When someone starts programming today, they often deploy and wrangle other people's code. As they begin that undertaking, they're also often met with a culture that values code over end-user value. These early experiences shape a person's understanding of what programming is and how it is done.
Beginners are provided instant gratification. They are rewarded for skipping the fundamentals of programming - most notably the ability to understand and follow program state during execution. There is little incentive to ever take a step back and learn those fundamentals.
This has led many programming subcultures to believe going low level and/or rolling your own is a mistake. It's easy to understand why: starting from scratch takes considerable skill and knowledge. Your first few attempts will inevitably be failures, and shine a light on a long path ahead. It's considered a fool's errand. Why continue on that path when using code someone else has written offers an easier route?
This lack of fundamentals has much longer term consequences than a Fizz Buzz test in a job interview. In my view, someone who primarily plumbs together unknown code will introduce unnecessary complexity, because they don't understand what the underlying computer is actually doing, and therefore will judge their solution on misguided metrics, such as the look or the cleverness of the code. The tool is no longer used to achieve an end, but becomes the primary consideration. The actual functionality of their programs, the end user experience, is secondary.
Code plumbing rewards hacking over understanding. The code being used is unknown, complex, voluminous. Instead of understanding the code, which would take years, people are incentivised to use trial and error until they get the result they want. Even as a programmer improves, no matter how intelligent they may be, their instinctive habit will be to hack.
Another factor is that they won't develop good metrics for software quality. When plumbing, you don't need to learn to build good, maintainable abstractions, since any abstractions you do create will tend to be fairly shallow. This means the full catastrophy of a bad abstraction isn't revealed. And then the wider culture starts celebrating particular abstractions in books, and the authority held by those abstractions ends up trumping concerns about whether they suit the particular context in which they are being used.
One personal anecdote of this is a software architect that complained the developers were "ruining the purity of [their] vision". In reality, the architect's vision didn't survive contact with reality, but the architect refused to reassess whether their suggested abstraction was appropriate, despite being shown the problems with it.
This boils down to having a bad measure of software quality. And results in programmers chasing metrics that are counterproductive:
"Programmers are bright people who are (often justly) proud of their ability to handle complexity and juggle abstractions. Often they compete with their peers to see who can build the most intricate and beautiful complexities. Just as often, their ability to design outstrips their ability to implement and debug, and the result is expensive failure." - Douglas McIlroy quoted in The Art of Unix Programming
This state of affairs is living on borrowed time, because ideas formed on the basis of a disconnection from what the code does or bad metrics for software quality will ultimately lose in the battle of ideas as the projects using those ideas fail.
How long it will take for them to lose that battle is another question. In medicine, bloodletting was misused for (according to Wikipedia) over 2,000 years. So for all that time, a practice widely considered beneficial was actually harming patients. I don't know what the solution is, but if we don't want the same for programming, we need to develop the programming equivalent of double-blind trials.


ABOUT THIS EXERCISE: A word-for-word copy of the listing, free of images, is the expected answer.
───── GIVEN DATA
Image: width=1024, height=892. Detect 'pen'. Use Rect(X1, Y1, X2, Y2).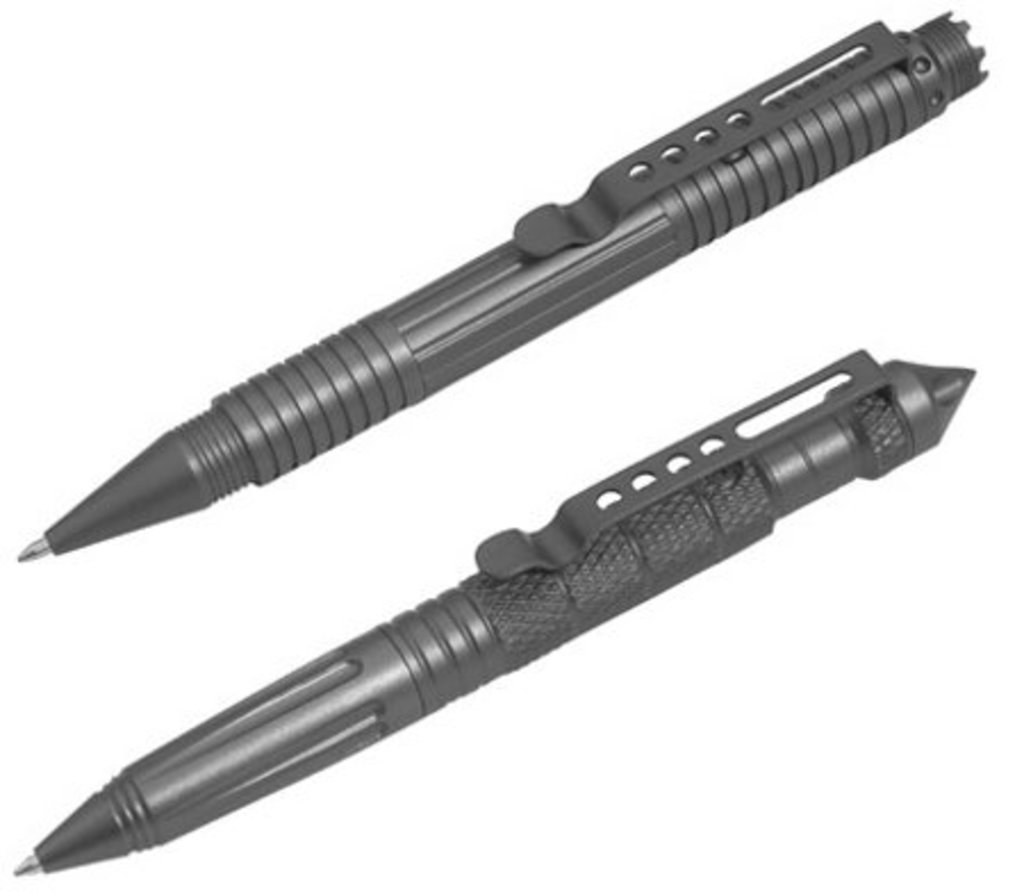
Rect(0, 344, 974, 881).
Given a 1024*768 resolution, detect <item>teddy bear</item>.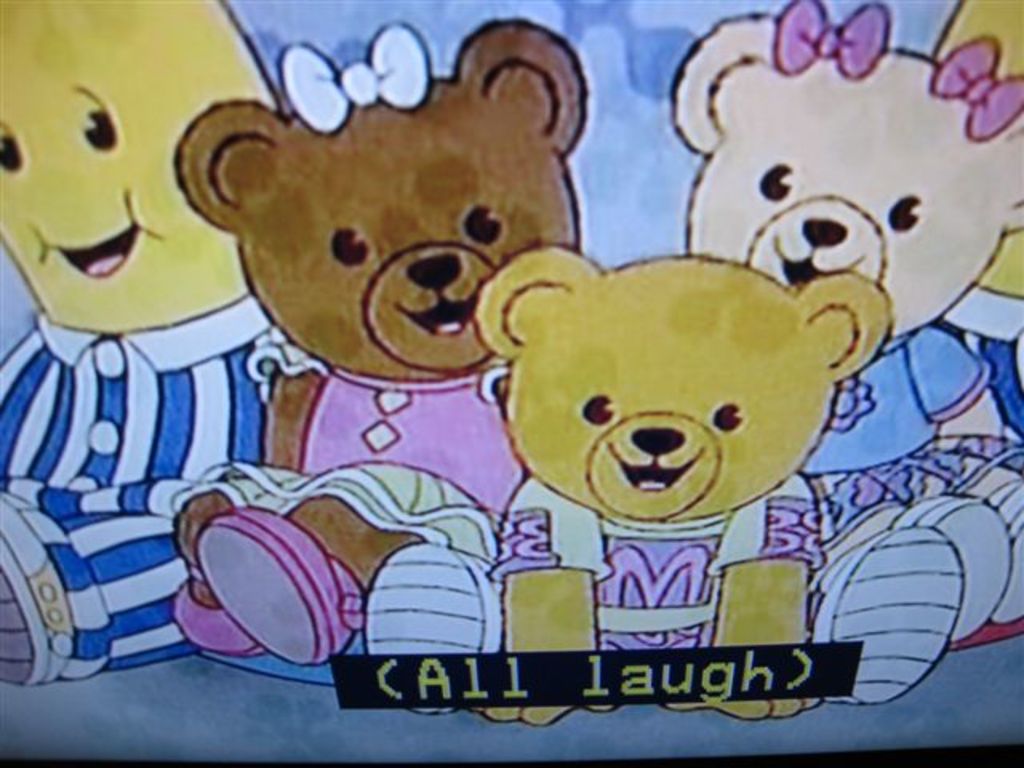
{"x1": 352, "y1": 240, "x2": 970, "y2": 702}.
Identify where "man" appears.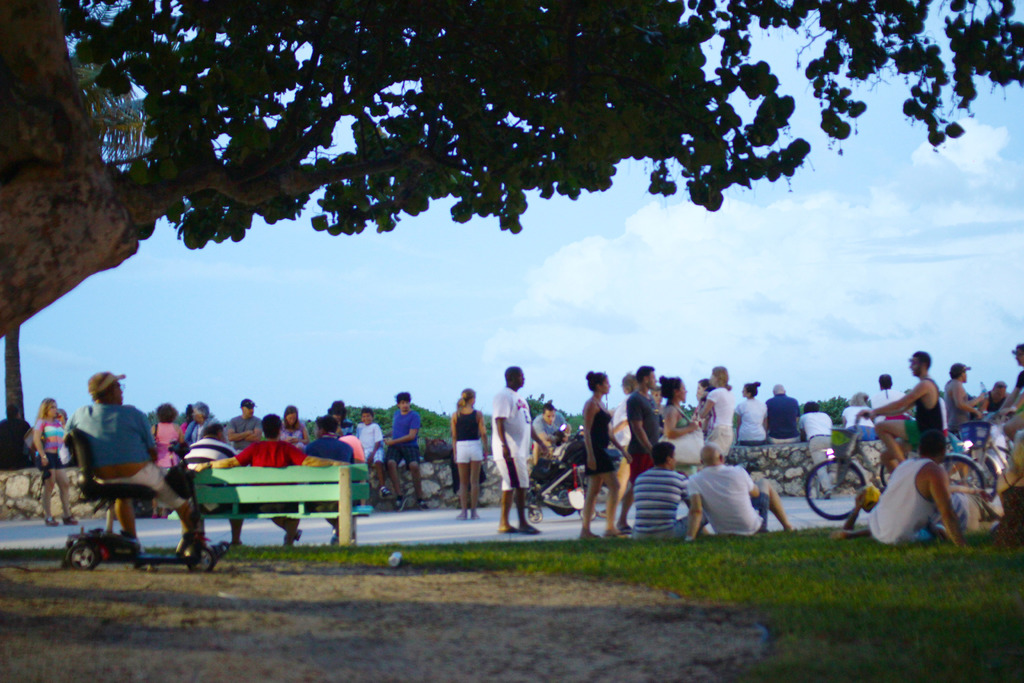
Appears at (left=977, top=381, right=1009, bottom=414).
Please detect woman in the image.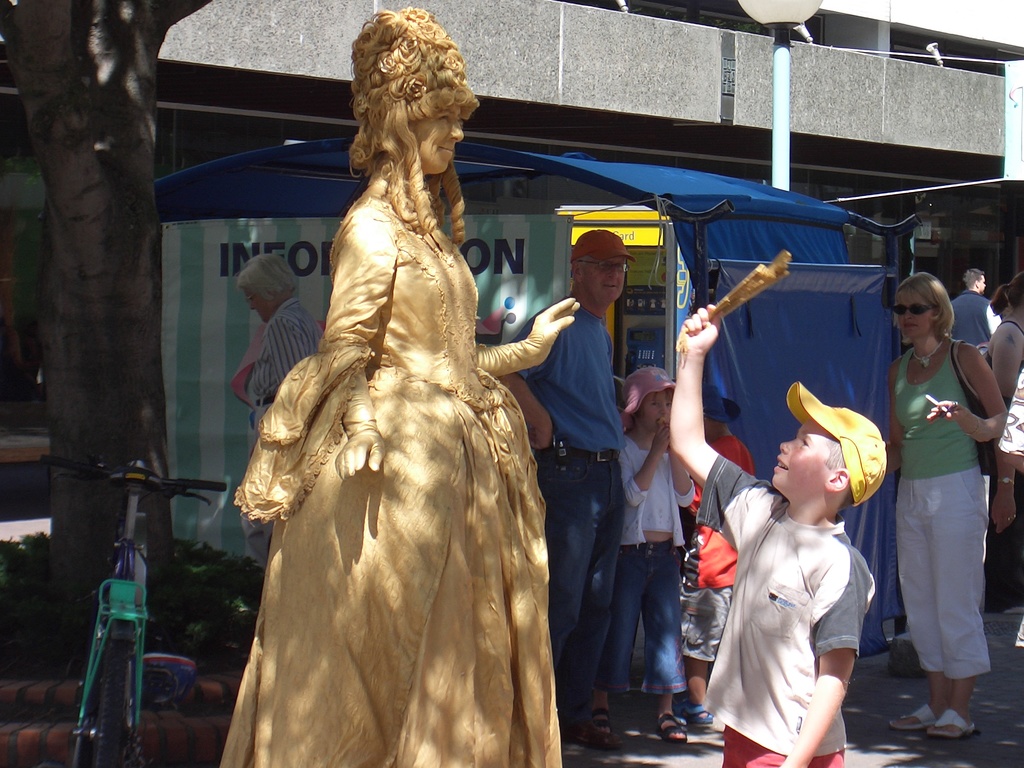
(x1=981, y1=274, x2=1023, y2=614).
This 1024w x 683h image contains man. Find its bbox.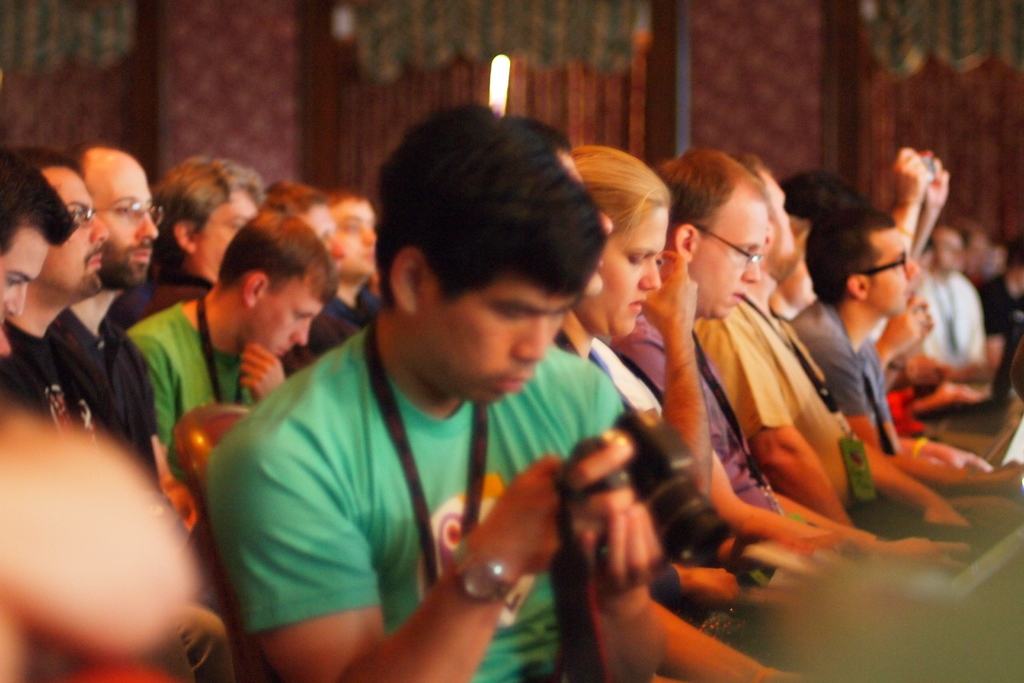
BBox(122, 210, 344, 463).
──────────
SOLUTION TO THIS EXERCISE:
Image: width=1024, height=892. Detect 'pen'. Use Rect(X1, Y1, X2, Y2).
Rect(0, 344, 974, 881).
Given a 1024*768 resolution, detect <item>teddy bear</item>.
{"x1": 352, "y1": 240, "x2": 970, "y2": 702}.
Identify where "man" appears.
Appears at (left=977, top=381, right=1009, bottom=414).
Please detect woman in the image.
(x1=981, y1=274, x2=1023, y2=614).
This 1024w x 683h image contains man. Find its bbox.
BBox(122, 210, 344, 463).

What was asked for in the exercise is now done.